I just dumped them off at each dance hall or club and they set up their own gear on stage. I'd dash back home to study accounting and call for them at the end of the evening.

Then the bookings started coming in faster. Ray McFall, boss of The Cavern Club, tried the boys out "to see what they were like," and hastily offered them a block of 50 evening engagements, plus a string of lunch-time sessions! At that stage, I decided there was a little more money and a little more adventure in road-managing. I gave up my Job as a trainee accountant and went to work full-time for The Beatles. The next to make the same sort of decision was Paul.

He'd just left school and was working as second mate to a truck driver. He helped unload stuff for a cable firm and was paid about £12 a week for his work. The truck job didn't involve long-distance runs, so Paul could make the Cavern in the evenings, but the difficulty was those new lunch-time sessions. Paul's father was dead-set against him giving up his job. And Paul agreed.

"I can't give that up," Paul explained to the others. "It's a steady job and it's £12 a week! That's good money, you know." He meant it, too.

"You'll get a couple of pounds each lunch-time," John pointed out.

"That's nothing," replied Paul.

"Sod you, then!" decided John firmly. "We're playing without you."

But when the day of the first lunch-time session came around, John, George and Pete Best arrived at The Cavern to find Paul already there waiting for them! "Thought you were working," commented John blankly. "Of course not," said Paul. "I packed all that in. Never did like carrying blooming great cables about. That job was the last."

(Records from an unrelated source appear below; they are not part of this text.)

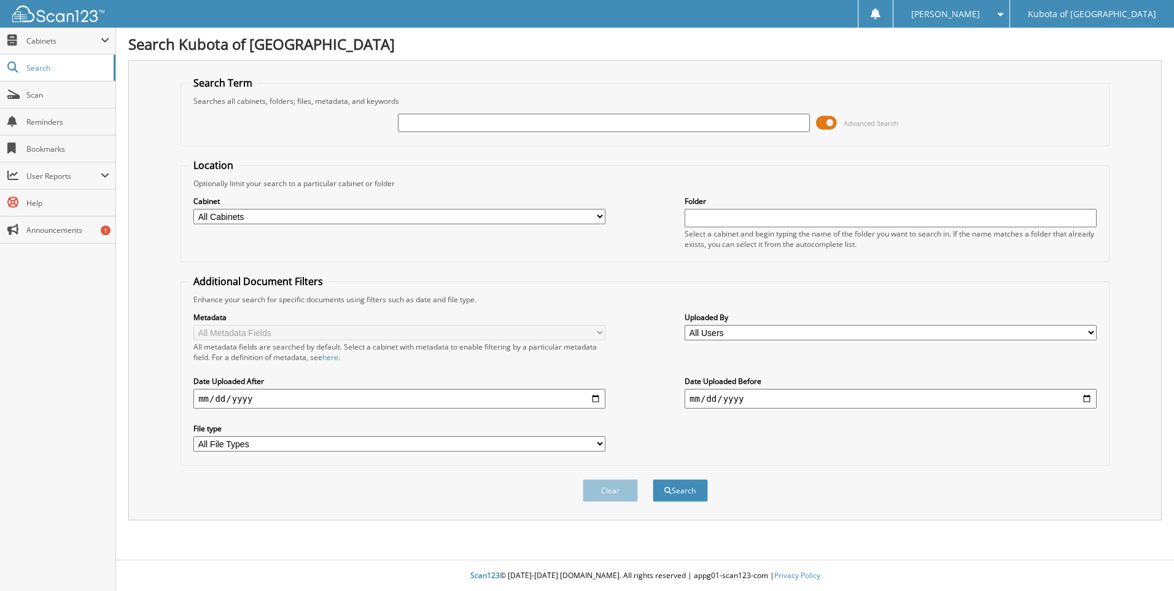  What do you see at coordinates (106, 230) in the screenshot?
I see `div: 1` at bounding box center [106, 230].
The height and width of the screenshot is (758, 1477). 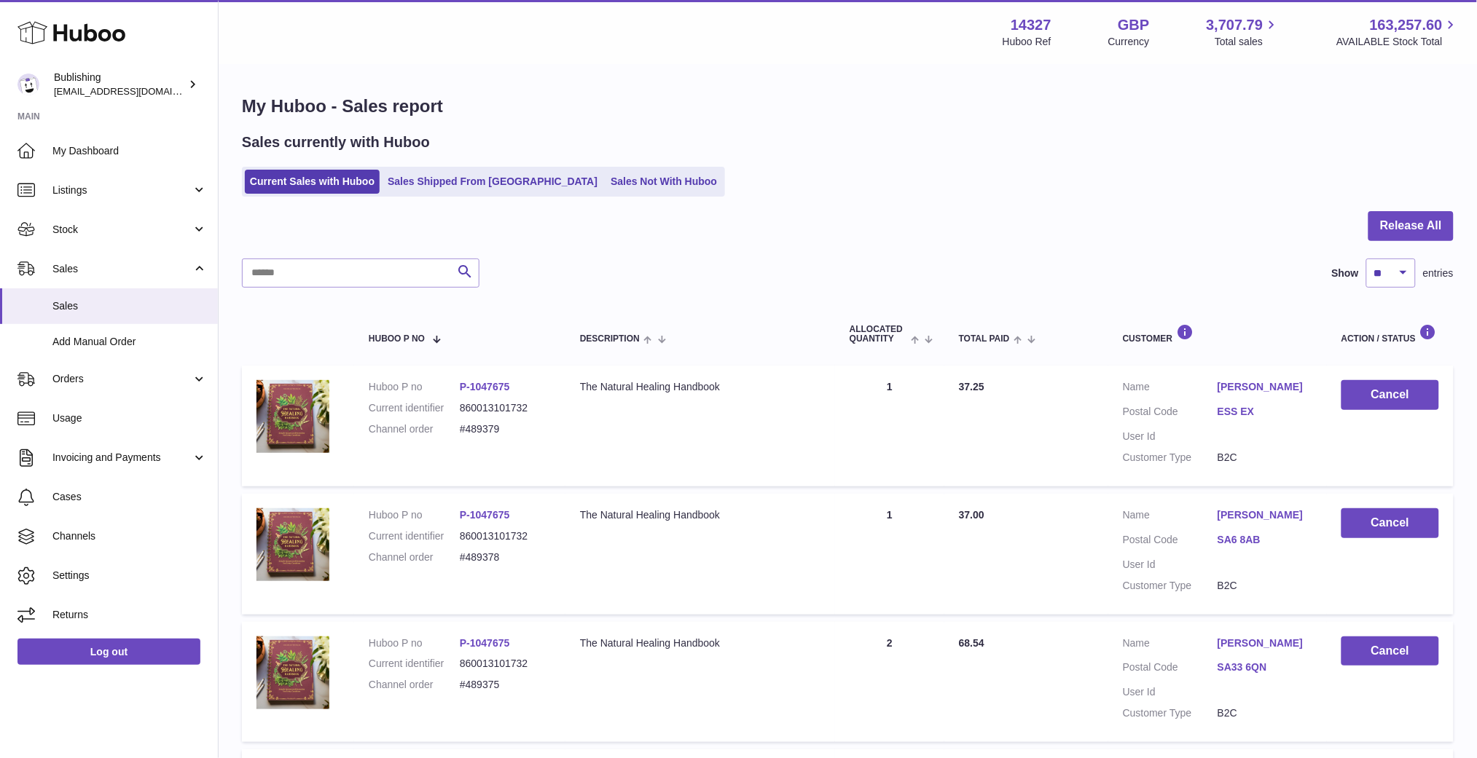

Neither John nor Paul discussed the matter any further, but I could see they were both pleased. "What's your first number, then?" asked John, and the session began. Paul wasn't playing guitar at that time. He just did vocals, sometimes solo and sometimes with John. George played lead guitar, John was rhythm, Stu Sutcliffe was on bass and Pete played drums.

Soon, The Beatles gathered a great following of local fans and they were much in demand among Merseyside promoters. They stuck up their nightly fee to around £18 (to be divided between the five boys!), which was a new high for a Liverpool group.